Posted by Ashley J. Swartz on Feb 25, 2020 1:00:00 PM

How Currencies of Measurement and Sale are Changing - And Staying the Same

When you examine how television advertising is bought and sold, it’s striking how many of the systems — and players — first became relevant when TV emerged as a dominant medium in the 1950s yet persist today.

Take the Gross Rating Point (GRP), which is still the prevailing metric for traditional TV advertising impact even though advertisers gripe about its limitations — specifically, the fact that it’s a calculation of reach, not performance. Or Nielsen, which has been the dominant provider of TV measurement for more than six decades and is now competing against Comscore, a company rooted in digital, to establish viable metrics for cross-platform viewing.

We explore the ways TV has historically been packaged and sold and the effort to establish new currencies in our TV & Video Terms Dictionary, which is designed to spin you up on the current state of TV advertising. It’s grouped thematically around 12 topics, including currencies of measurement and sale, to provide context around all the acronyms and key terms you need to know.

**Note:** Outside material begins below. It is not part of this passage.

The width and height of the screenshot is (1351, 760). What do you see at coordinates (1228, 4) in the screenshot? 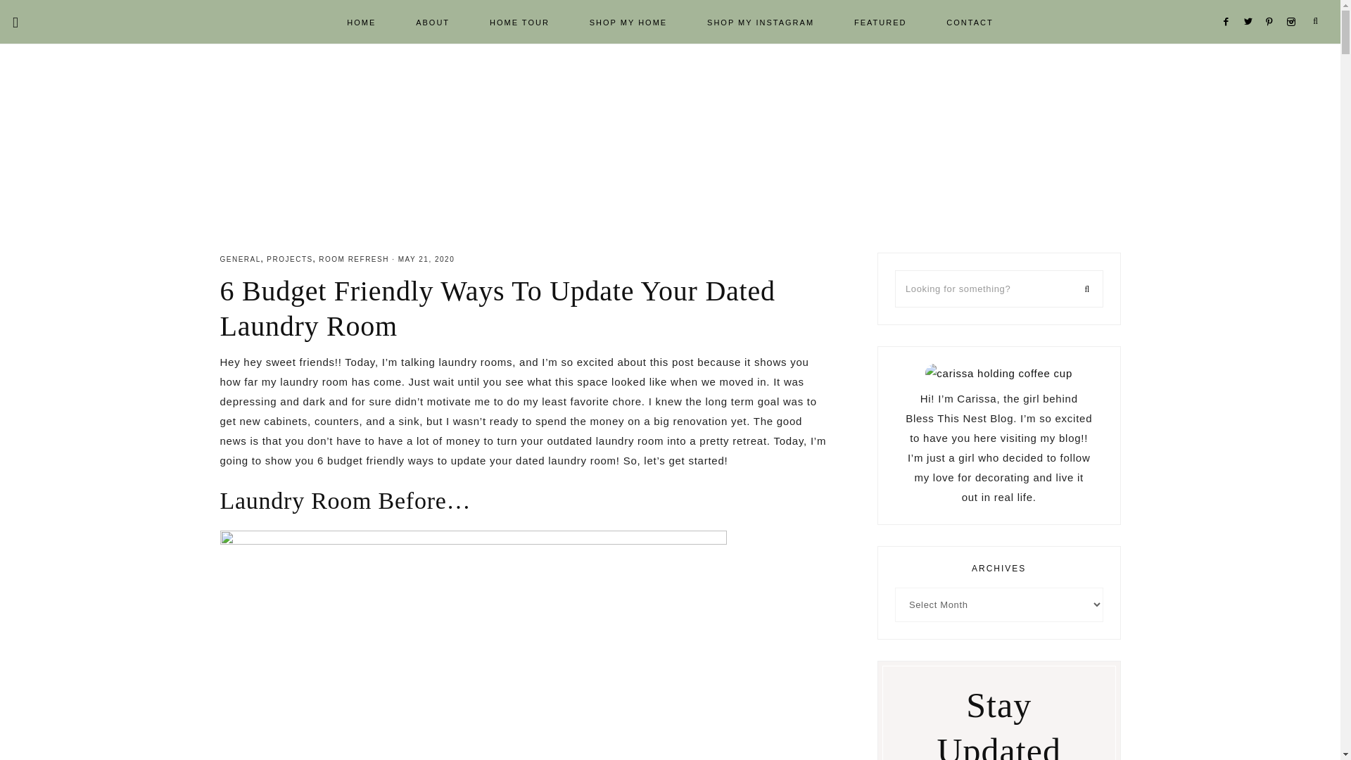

TV Dictionary: Currencies of Measurement & Sale, Today & Tomorrow

For most of the brief history of TV, advertisers were content with audience-based buying metrics that optimized reach, but digital media has conditioned them to expect more visibility into whom they’re actually reaching. As a result, marketers and media agencies are trying to make use of new technologies to see inside the black box, though these efforts are still mostly aspirational.

 

The Limitations of Measurement

True cross-platform measurement, for example, is still blocked by technical limitations and privacy concerns — and becoming more so in a cookieless mobile world. Multi-touch attribution modeling, or the practice of estimating how much credit should be assigned to TV and other media channels for sales and conversions in order to reallocate spend in a way that optimizes outcomes, is still effectively the Holy Grail. Automated content recognition (ACR), or technology that reads pixels on internet-connected device screens to reveal what content people are watching and the true reach of ads, requires consumer opt-in, which has slowed adoption. And buying TV commercials on a cost-per-completed-view (CPCV) basis is still a futuristic premise even though it’s commonplace for online video.

Toward the Future Metrics

Brands and media agencies are also pushing sellers to establish performance-based metrics, which would let them measure TV in terms of sales and conversions, but this, too, is currently aspirational. A good example is the notion of a “cost per visit” metric, where advertisers would pay only when their ads result in store visits. The infrastructure to enable this requires a robust device graph to accurately link people’s smart TVs to their phones, as well as technology in retail locations to recognize those phones when they show up on the premises, and it’s just not there yet.

 

A Tool to Stay on Top of the Industry Terms

To learn more about currencies of measurement and sale and other TV and Video advertising topics, such as the rise of digital video, ad targeting, and distribution and commercial models, access our Dictionary here. We hope that you’ll bookmark the page and revisit it often, since we’ll frequently be adding new terms and definitions.